The McCarrick case has revealed a defect in the system
If the allegations against Cardinal Theodore McCarrick are true, they represent a microcosm of the whole abuse crisis. A powerful cleric using his position to commit his crimes and sins; a cycle of abuse, in which victims become perpetrators; churchmen not themselves guilty of abuse who nevertheless fail to see, and when they are made to see, fail to act; a culture of corruption and violence that is deeply entrenched and global in scope.
A month after the Archdiocese of New York said that abuse claims against McCarrick were “credible and substantiated”, new allegations continue to appear in mainstream news outlets. One alleged victim, the son of a family friend of McCarrick’s, told the New York Times that McCarrick began to abuse him when he was 11 years old and that the abuse continued over two decades.
The Washington Post added to the story on Monday, building on the Times’s account of how one former priest, who alleges Cardinal McCarrick abused him when he was in seminary, says the abuse he suffered at McCarrick’s hands impelled him to touch two children inappropriately. When the man confessed his behaviour, the then Bishop of Metuchen, Edward Hughes, sent him to a Church-run facility for evaluation and treatment. Medical staff at the St John Vianney Center in Pennsylvania told Hughes they believed their patient was himself the victim of sexual abuse and believed his abuser to have been McCarrick. The Post goes on to report: “Hughes wrote back to the therapist saying that he found the allegations ‘very troubling’ but that he wasn’t sure he believed them. ‘At the present time, I do not have sufficient factual basis for making such a determination.’ ”
The Washington Post story also contained allegations from a Brazilian priest, who lodged a complaint against Cardinal McCarrick in 2011, which he withdrew after Metuchen sued the priest for misusing parish funds and distributing flyers alleging that senior churchmen were homosexuals. The Post quoted the priest’s complaint – filed in a New Jersey court – as saying: “Cardinal McCarrick, through manipulation, deception and fraud . . . attempted to convince the plaintiff that engaging in the sexual relationship with Cardinal McCarrick was a necessary and accepted practice in the Roman Catholic Church in the United States.”
If the correspondence this journalist has had with knowledgeable and committed members of the faithful – laity and clergy alike – is any indication, then the prevailing view of the crisis is that it is one rooted in protracted and disastrous failure of leadership.
The best defence any bishop anywhere can offer for himself is to say he did not know. But if the bishops did not know, they should have. It is their job to see. The very name of their office is derived from the Greek word, episkopos, which means “overseer”. Their role is primarily custodial, itself a term derived from the Latin word for guardian: custos. Even the word “pastor” is pregnant with all this meaning and more: it is the Latin word for shepherd.
The ones who knew something and did nothing cannot even hide behind the gossamer excuse of lower clerics: that they fear reprisal from the institutional machine. The bishops are the machine.
Pope Francis has said that he recognises his own part in the crisis and has promised action, though precious little in the way of concrete steps to address the crisis out of Rome has been forthcoming – and the Roman record on disciplining cardinals over the past several pontificates is not conspicuous, except perhaps by way of its weakness.
Indeed, it was Pope St John Paul II who promoted Archbishop McCarrick and gave him the red hat – although several warnings reached the Vatican – and Pope Benedict XVI who accepted McCarrick’s resignation at 75, letting him retire quietly and with honour.
That suggests a major defect in the system. In 2015, Fr Boniface Ramsey, a New York-based seminary professor, wrote to Pope Francis’s hand-picked point man for the protection of minors and vulnerable adults, Cardinal Seán O’Malley, to express surprise at seeing Cardinal McCarrick appearing in public in 2015. Fr Ramsey was surprised because he himself had informed the Vatican of his suspicions, through the nuncio to the United States. But Fr Ramsey received a letter from Cardinal O’Malley’s secretary saying in essence that such things were not Cardinal O’Malley’s responsibility.
Many Catholics suspect that bishops – and, even more so, cardinals – are given special treatment. The late Cardinal Keith O’Brien of St Andrew’s and Edinburgh, notwithstanding his resignation in disgrace after it emerged that he had misbehaved with seminarians, died in 2016 and was buried a Prince of the Church.
The Cardinal McCarrick story is far from over: he has not responded to the latest allegations. But how the authorities treat the cardinal – by seeking justice, or by trying to avoid the subject – will tell us a lot about how far the rot has spread.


**THE TASK**
Looking at the data below, how many lines include the word "acti"? Respond with the number only.

========

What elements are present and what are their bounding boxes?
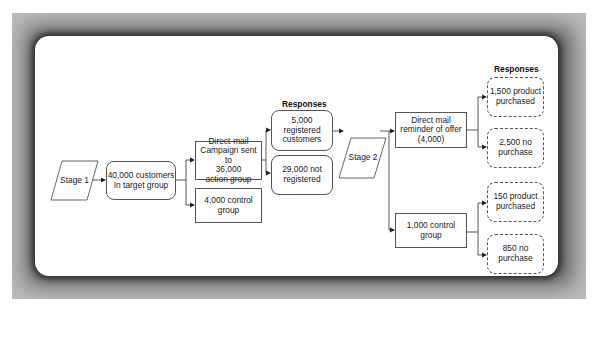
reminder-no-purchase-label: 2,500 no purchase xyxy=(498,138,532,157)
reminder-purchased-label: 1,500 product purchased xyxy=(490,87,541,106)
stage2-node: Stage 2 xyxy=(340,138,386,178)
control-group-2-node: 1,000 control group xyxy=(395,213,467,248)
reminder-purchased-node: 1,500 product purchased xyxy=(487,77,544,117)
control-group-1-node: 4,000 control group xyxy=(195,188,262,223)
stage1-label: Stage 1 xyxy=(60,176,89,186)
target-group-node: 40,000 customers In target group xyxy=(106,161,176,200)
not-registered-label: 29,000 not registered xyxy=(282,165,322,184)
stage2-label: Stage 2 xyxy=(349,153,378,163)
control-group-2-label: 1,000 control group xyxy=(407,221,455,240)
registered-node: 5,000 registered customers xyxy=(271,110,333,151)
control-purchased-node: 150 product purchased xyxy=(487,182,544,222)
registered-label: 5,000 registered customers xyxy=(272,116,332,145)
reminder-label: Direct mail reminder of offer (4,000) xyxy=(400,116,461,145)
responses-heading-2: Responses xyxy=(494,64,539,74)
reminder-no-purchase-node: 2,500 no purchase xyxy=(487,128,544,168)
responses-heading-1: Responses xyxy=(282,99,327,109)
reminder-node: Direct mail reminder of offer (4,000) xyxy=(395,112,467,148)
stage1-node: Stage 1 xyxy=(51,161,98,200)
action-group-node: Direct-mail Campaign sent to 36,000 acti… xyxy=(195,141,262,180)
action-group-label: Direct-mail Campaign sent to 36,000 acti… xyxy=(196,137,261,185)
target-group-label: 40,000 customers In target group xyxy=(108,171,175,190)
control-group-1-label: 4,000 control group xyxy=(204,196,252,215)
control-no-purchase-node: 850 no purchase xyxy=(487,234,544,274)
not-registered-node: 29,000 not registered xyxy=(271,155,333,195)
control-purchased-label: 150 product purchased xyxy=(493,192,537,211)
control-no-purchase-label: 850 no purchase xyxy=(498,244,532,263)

========

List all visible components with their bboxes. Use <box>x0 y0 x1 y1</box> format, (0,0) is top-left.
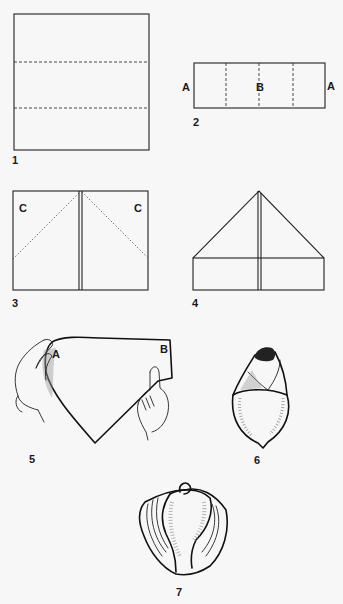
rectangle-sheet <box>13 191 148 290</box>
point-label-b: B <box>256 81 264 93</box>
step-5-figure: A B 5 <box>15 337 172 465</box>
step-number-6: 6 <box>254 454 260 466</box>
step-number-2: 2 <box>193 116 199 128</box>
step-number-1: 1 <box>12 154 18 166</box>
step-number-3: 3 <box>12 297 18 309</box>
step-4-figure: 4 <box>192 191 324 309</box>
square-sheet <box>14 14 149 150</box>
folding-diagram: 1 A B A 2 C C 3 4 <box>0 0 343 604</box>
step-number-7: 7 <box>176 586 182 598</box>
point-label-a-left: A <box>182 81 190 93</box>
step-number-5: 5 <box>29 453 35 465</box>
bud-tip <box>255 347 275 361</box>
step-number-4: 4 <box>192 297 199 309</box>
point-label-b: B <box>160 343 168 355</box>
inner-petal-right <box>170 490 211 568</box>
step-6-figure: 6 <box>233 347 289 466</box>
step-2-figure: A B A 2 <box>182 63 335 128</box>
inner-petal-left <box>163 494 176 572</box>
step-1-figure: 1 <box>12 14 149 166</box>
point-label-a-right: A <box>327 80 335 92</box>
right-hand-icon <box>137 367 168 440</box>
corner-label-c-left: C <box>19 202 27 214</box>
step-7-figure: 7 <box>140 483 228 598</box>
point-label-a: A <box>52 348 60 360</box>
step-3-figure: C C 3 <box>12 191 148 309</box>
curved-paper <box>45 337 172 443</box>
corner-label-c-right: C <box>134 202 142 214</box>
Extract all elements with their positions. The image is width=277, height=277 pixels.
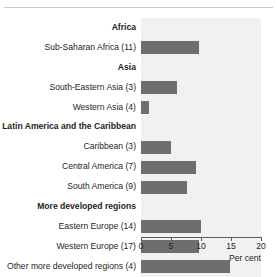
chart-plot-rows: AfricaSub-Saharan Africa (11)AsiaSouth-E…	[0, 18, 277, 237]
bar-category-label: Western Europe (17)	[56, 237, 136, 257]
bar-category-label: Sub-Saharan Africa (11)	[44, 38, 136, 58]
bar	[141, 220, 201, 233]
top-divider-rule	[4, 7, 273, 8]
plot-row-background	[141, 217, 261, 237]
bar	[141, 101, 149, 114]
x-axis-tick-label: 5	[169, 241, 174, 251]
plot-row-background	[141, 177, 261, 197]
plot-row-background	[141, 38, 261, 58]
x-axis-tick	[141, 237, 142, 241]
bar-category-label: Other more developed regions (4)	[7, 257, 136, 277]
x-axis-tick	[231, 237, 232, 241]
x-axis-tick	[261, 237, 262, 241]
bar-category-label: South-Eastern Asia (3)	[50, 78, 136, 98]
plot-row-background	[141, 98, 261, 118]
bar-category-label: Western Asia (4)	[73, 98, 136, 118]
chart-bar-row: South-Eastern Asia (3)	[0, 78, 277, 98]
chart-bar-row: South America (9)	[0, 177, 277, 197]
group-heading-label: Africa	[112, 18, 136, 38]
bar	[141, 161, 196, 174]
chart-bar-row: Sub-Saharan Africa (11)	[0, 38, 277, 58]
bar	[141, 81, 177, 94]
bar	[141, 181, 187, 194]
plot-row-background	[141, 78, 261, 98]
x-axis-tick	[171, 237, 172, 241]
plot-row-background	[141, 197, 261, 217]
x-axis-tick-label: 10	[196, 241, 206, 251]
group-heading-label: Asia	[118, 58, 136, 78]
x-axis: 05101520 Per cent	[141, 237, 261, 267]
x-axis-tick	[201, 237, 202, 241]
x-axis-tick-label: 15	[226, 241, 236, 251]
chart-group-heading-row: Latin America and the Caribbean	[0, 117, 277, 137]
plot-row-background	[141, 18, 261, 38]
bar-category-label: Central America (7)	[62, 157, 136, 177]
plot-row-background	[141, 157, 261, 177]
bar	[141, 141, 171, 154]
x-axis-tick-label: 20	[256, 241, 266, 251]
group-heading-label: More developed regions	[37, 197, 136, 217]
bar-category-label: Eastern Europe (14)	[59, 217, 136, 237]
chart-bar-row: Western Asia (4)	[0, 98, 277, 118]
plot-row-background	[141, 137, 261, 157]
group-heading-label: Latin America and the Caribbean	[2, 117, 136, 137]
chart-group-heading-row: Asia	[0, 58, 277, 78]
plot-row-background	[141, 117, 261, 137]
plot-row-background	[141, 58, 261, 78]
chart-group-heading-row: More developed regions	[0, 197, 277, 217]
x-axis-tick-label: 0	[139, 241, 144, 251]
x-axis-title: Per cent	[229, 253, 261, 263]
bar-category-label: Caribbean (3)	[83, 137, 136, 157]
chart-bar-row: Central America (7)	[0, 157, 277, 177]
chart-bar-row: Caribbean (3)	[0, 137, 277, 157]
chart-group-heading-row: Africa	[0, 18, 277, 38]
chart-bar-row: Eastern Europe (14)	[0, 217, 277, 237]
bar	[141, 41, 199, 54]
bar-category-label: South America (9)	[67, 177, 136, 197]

========

**RESPONSE AREA**
2